After 3 years, I'm making another attempt at getting #OpenBSD running on my 2005 iBook, the oldest computer in the house that is still working. It turns out that the biggest challenge is that the hardware has degraded again and now the keyboard and mouse don't work. USB Keyboard/Mouse attached, but now the main system I'm getting my instructions off has no mouse, so I'm learning about tab navigation at the same time.
Anyway, I'm probably gonna have to open this thing up again, joy.

Anyway, base install of this geeky OS is working and I've read the default message and the afterboot man page. Taking a break from it now. With an old USB hub and some extra time I should be able to make this look a little better and start installing software.
Didn't there use to be a snarky message in 'afterboot' about what window manager you should run instead of the one Theo de Raadt prefers?

#openbsd76

Why did I go back to this? Because I've been musing about purchasing an emergency laptop, but putting a modern OS on this antique box is even cheaper than that. Admittedly, this iBook has weaker specs than the 2018 Lenovo Thinkpads I've been eyeballing, and it's a little more complicated to setup than just slapping linux on a refurbished newer PC laptop, but if it can do the job of an emergency machine, that's EUR 150 saved.
OK, so, notes: it did not return from suspend (shut lid and wait for a few minutes) and on the next forced reboot after that it didn't respond to the USB keyboard anymore. The next forced reboot after THAT, it needed to do a bunch of file system self repair, and got stuck on "reordering: ld.so libc" which I am going to look up here shortly. Mainly to find out how long it's supposed to take. If it goes past that time, it'll be another forced reboot.
It has had no clean shutdowns yet so far.
Since this is the internet: I have no problem with slapping linux on a Thinkpad and calling it a day if that serves your goals. The fact that this is now relatively easy is a good thing and I may end up doing that if the OpenBSD solution doesn't work. I just wanna try this first.

I spent the whole afternoon away from the iBook and yeah, that process was hanging. Forced shutdown and trying again one more time.

Lesson learned: whatever you do, don't shut the lid without doing a full shutdown first?

More concerning is the intermittentness of everything. My first hunch is that this is because the hardware is really, no-take-backsies, at the end of its life.

Like, that keyboard actually did work for long enough for me to make it eject (F12) the Void linux CD from 2021 that was still stuck in there before I went into this install process. Hasn't worked since.
The mouse pad used to work intermittently and now is gone. USB peripherals are a roll of the dice.
Worse, it seems to have forgotten my root password, meaning one more forced shutdown to get into a boot prompt, following a bunch of instructions to reset it, and then trying again.
It … refused? Just flat-out didn't let me do boot - s? And then automatically booted up normally? I'm already tearing my hair out and I haven't actually done anything with this system yet.
I'm going to do a final forced shutdown and then put the box away until I figure out what to do next, probably some time around 2027.
#OpenBSD

For future reference, in case I do want to continue this experiment, these were the steps I tried to follow at the Open Firmware boot prompt to get my root access back:
https://www.cyberciti.biz/tips/reset-forgotten-openbsd-root-password.html

But I only got as far as the first step because the system said "no can do" and booted normally, leaving me without a clean way to shut down again.

This was, admittedly, made extra frustrating by the need to use an external keyboard and mouse, the latter of which I had to 'borrow' from the computer I was reading instructions on.
I can now confirm that one USB port only intermittently provides power to those peripherals, making me think that it's not worth continuing with this regardless of how well OpenBSD works otherwise.
OK, so, plan. When I have a morning to spare again:
Reset open firmware again to load from CD. Install anew from scratch. Ignore the warnings to set a strong root password and set one that I cannot mistype instead. Before doing anything else, add my non-root user to a group that can perform basic operations like shutting down. Shut down, reboot and reset open firmware to load from the SSD.
UNDER NO CIRCUMSTANCES CLOSE THE LAPTOP UNTIL I KNOW HOW SUSPEND ACTUALLY WORKS.
Actually, that's what I need to do when I have two mornings to spare. The first morning should be spent opening it up, looking inside and deciding whether to take it apart for scrap (there's a good SSD and extra RAM in there that someone else might have use for) or attempt to reattach connections and such. Fun!
Did I mention that the last and only time I took it apart was six years ago and I would have to learn the whole process again?
Meanwhile I spent a few minutes trying to install OpenBSD off the AMD install disk onto a VirtualBox VM on my Intel MacBook, setting it so the VM's specs are as similar to that iBook's as I can make them. However, installing it was even less successful than on the iBook because after going through the process, nothing was installed on the VM's hard drive. I probably made some stupid mistake, but it was frustrating to find that out anyway.
@reinderdijkhuis
It sounds like files got clobbered, maybe try booting from install media and tell it to upgrade, replace all the binaries with known good. It will save any config.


**EXERCISE GOAL**
Your answer must consist of the records below, reproduced exactly, with every picture removed.

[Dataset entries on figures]
=== Begin Enclosure ===

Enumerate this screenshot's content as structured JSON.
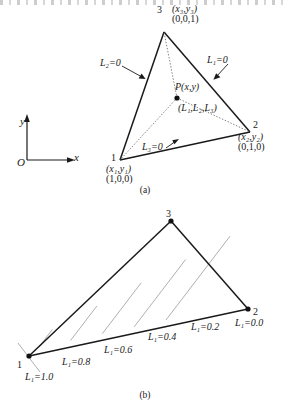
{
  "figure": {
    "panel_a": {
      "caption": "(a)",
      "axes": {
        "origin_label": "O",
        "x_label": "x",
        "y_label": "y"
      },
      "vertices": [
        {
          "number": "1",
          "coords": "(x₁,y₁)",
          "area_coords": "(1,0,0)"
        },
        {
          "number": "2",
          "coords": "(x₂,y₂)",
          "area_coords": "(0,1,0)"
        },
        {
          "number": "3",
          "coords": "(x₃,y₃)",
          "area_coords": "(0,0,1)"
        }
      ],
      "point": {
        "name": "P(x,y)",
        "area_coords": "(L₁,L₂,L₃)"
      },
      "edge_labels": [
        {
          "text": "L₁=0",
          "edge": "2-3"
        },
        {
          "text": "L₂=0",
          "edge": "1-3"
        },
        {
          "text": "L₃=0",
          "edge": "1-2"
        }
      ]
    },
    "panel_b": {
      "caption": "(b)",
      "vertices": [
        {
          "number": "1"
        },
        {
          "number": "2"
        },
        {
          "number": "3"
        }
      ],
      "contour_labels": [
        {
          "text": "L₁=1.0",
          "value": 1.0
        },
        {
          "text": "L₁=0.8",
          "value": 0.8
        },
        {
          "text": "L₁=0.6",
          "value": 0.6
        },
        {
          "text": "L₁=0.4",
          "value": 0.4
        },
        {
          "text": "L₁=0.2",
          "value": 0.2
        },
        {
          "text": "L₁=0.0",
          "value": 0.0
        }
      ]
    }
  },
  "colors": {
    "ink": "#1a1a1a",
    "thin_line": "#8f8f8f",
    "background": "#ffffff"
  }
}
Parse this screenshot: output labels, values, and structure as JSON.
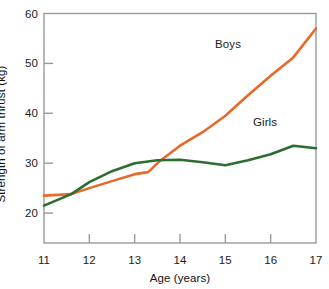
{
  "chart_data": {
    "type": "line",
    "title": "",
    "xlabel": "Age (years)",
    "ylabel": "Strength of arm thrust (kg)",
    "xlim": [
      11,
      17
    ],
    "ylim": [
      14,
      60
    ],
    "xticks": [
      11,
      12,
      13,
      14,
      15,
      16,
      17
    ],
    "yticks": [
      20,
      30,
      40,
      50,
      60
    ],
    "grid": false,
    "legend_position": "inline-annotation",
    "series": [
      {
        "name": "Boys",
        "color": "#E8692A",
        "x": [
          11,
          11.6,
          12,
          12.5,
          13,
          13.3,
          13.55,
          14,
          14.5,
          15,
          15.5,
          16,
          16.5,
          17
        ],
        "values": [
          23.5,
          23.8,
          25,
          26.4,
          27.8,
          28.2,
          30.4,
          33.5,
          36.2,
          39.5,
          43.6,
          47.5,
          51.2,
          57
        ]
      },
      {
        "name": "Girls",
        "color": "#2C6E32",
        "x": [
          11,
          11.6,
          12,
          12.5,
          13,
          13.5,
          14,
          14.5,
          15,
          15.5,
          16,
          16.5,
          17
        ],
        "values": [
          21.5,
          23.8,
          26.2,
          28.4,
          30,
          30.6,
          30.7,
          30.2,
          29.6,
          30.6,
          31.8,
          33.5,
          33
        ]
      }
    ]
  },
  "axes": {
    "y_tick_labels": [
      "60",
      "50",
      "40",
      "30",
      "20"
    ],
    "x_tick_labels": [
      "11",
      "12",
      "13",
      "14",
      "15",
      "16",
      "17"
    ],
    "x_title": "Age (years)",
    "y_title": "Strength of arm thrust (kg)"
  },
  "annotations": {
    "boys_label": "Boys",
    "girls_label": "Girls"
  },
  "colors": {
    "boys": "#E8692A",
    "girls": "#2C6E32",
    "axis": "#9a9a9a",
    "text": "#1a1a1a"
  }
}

=== End Enclosure ===

**TASK SOLUTION**
Enumerate this screenshot's content as structured JSON.
{
  "figure": {
    "panel_a": {
      "caption": "(a)",
      "axes": {
        "origin_label": "O",
        "x_label": "x",
        "y_label": "y"
      },
      "vertices": [
        {
          "number": "1",
          "coords": "(x₁,y₁)",
          "area_coords": "(1,0,0)"
        },
        {
          "number": "2",
          "coords": "(x₂,y₂)",
          "area_coords": "(0,1,0)"
        },
        {
          "number": "3",
          "coords": "(x₃,y₃)",
          "area_coords": "(0,0,1)"
        }
      ],
      "point": {
        "name": "P(x,y)",
        "area_coords": "(L₁,L₂,L₃)"
      },
      "edge_labels": [
        {
          "text": "L₁=0",
          "edge": "2-3"
        },
        {
          "text": "L₂=0",
          "edge": "1-3"
        },
        {
          "text": "L₃=0",
          "edge": "1-2"
        }
      ]
    },
    "panel_b": {
      "caption": "(b)",
      "vertices": [
        {
          "number": "1"
        },
        {
          "number": "2"
        },
        {
          "number": "3"
        }
      ],
      "contour_labels": [
        {
          "text": "L₁=1.0",
          "value": 1.0
        },
        {
          "text": "L₁=0.8",
          "value": 0.8
        },
        {
          "text": "L₁=0.6",
          "value": 0.6
        },
        {
          "text": "L₁=0.4",
          "value": 0.4
        },
        {
          "text": "L₁=0.2",
          "value": 0.2
        },
        {
          "text": "L₁=0.0",
          "value": 0.0
        }
      ]
    }
  },
  "colors": {
    "ink": "#1a1a1a",
    "thin_line": "#8f8f8f",
    "background": "#ffffff"
  }
}
Parse this screenshot: output labels, values, and structure as JSON.
{
  "chart_data": {
    "type": "line",
    "title": "",
    "xlabel": "Age (years)",
    "ylabel": "Strength of arm thrust (kg)",
    "xlim": [
      11,
      17
    ],
    "ylim": [
      14,
      60
    ],
    "xticks": [
      11,
      12,
      13,
      14,
      15,
      16,
      17
    ],
    "yticks": [
      20,
      30,
      40,
      50,
      60
    ],
    "grid": false,
    "legend_position": "inline-annotation",
    "series": [
      {
        "name": "Boys",
        "color": "#E8692A",
        "x": [
          11,
          11.6,
          12,
          12.5,
          13,
          13.3,
          13.55,
          14,
          14.5,
          15,
          15.5,
          16,
          16.5,
          17
        ],
        "values": [
          23.5,
          23.8,
          25,
          26.4,
          27.8,
          28.2,
          30.4,
          33.5,
          36.2,
          39.5,
          43.6,
          47.5,
          51.2,
          57
        ]
      },
      {
        "name": "Girls",
        "color": "#2C6E32",
        "x": [
          11,
          11.6,
          12,
          12.5,
          13,
          13.5,
          14,
          14.5,
          15,
          15.5,
          16,
          16.5,
          17
        ],
        "values": [
          21.5,
          23.8,
          26.2,
          28.4,
          30,
          30.6,
          30.7,
          30.2,
          29.6,
          30.6,
          31.8,
          33.5,
          33
        ]
      }
    ]
  },
  "axes": {
    "y_tick_labels": [
      "60",
      "50",
      "40",
      "30",
      "20"
    ],
    "x_tick_labels": [
      "11",
      "12",
      "13",
      "14",
      "15",
      "16",
      "17"
    ],
    "x_title": "Age (years)",
    "y_title": "Strength of arm thrust (kg)"
  },
  "annotations": {
    "boys_label": "Boys",
    "girls_label": "Girls"
  },
  "colors": {
    "boys": "#E8692A",
    "girls": "#2C6E32",
    "axis": "#9a9a9a",
    "text": "#1a1a1a"
  }
}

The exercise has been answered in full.